Okla. crisis offers opportunity for hapless Dems
OKLAHOMACITY» The Oklahoma state budget has been cut so deeply that two elementary schools in state Rep. Jason Dunnington’s district can no longer afford to pay for art teachers. A hospital is struggling after lawmakers axed a fund for uncompensated care.
Beyond the cuts, the situation has also produced a political role reversal. Republicans want to ease the pain with increases in cigarette and fuel taxes. Dunnington and fellow Democrats are attacking those bills, hoping opposition offers their party a path back to relevance after many years in the wilderness.
“I would rather lose fight- ing for what’s just than win fighting for the wrong thing,” Dunnington said.
No state Democratic party has been more hapless in recent years than Oklahoma’s. It holds only a small minority of seats in the overwhelmingly Republican Legislature and has been repeatedly defeated in elections for statewide office.
But the worst budget crisis in recent state history presents an opportunity for a possible Democratic comeback, although it might mean inflicting more suffering on some constituents after three straight years of revenue shortfalls.

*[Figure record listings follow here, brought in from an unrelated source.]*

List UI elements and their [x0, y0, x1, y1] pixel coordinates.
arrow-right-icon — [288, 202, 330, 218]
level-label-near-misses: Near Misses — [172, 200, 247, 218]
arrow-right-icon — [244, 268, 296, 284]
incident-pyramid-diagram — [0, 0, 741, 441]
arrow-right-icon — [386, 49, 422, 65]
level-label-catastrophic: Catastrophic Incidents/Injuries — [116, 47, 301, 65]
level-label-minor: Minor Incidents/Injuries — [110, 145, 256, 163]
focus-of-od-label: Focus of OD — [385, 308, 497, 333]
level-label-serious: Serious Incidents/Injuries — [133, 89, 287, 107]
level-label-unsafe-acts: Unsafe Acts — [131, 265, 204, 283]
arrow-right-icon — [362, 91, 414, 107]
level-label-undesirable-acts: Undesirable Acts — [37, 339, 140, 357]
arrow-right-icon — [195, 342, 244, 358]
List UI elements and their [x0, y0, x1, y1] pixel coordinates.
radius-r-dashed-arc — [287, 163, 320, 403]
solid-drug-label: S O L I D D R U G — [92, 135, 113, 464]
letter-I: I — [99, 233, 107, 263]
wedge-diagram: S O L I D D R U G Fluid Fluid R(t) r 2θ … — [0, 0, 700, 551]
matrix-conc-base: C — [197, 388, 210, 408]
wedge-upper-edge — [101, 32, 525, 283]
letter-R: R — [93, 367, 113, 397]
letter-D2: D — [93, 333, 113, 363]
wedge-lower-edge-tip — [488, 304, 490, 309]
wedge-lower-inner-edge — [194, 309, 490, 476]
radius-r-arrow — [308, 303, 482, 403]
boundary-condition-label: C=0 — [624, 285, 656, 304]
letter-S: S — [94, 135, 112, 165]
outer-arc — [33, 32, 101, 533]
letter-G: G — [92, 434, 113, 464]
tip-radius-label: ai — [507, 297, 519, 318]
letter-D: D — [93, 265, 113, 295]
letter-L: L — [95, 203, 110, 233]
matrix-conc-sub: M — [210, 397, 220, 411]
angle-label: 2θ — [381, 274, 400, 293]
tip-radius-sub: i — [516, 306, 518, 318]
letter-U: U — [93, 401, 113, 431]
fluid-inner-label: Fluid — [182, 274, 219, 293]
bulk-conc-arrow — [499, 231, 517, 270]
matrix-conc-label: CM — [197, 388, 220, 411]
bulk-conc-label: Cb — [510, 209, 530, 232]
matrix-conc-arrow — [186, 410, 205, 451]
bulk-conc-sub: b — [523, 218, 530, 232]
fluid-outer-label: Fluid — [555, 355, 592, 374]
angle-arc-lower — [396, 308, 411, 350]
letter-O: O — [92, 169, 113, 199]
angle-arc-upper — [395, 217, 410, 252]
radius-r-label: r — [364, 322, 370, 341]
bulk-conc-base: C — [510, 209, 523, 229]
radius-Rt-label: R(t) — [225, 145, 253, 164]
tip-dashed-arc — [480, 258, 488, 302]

If budget negotiations break down and Republicans are forced to make even deeper cuts, the effects could drive more voters to support Democrats in 2018.
For Democrats, “there’s no downside to this at all,” said Keith Gaddie, chairman of the University of Oklahoma’s political science department. “It costs them nothing.”
Erin Taylor, whose youngest of five children receives supplemental health insurance through a state program because of a disability, is fearful of seeing her benefits slashed.
“If I don’t have that secondary insurance, I can’t pay for Henry’s medications,” Taylor said of her 15-yearold son. “One of them costs $1,100 a month.”
Meanwhile, 7,500 other families are on a waiting list to receive the same benefits.
“That is outlandish,” Taylor said. “People have to wait decades vices.”
Despite holding large ma- to get their ser- jorities in the House and Senate, Republicans do not have enough votes in the House to secure a tax hike without help from Democrats. The minority party is playing hardball, insisting on restoring GOP-backed cuts to the income tax or raising the oil and gas production tax in exchange for their votes.
The party is “fighting for the tax increase on a few (oil and gas) producers instead of putting the tax on average people. It’s going to be very hard to see Democrats as being villains in this case,” Gaddie said.
Rep. Scott Inman, the leader of 26 House Democrats and a candidate for governor in 2018, said Republicans “cannot embarrass or shame my caucus into voting for tax hikes for middle-class families while they give oil and gas companies a break.”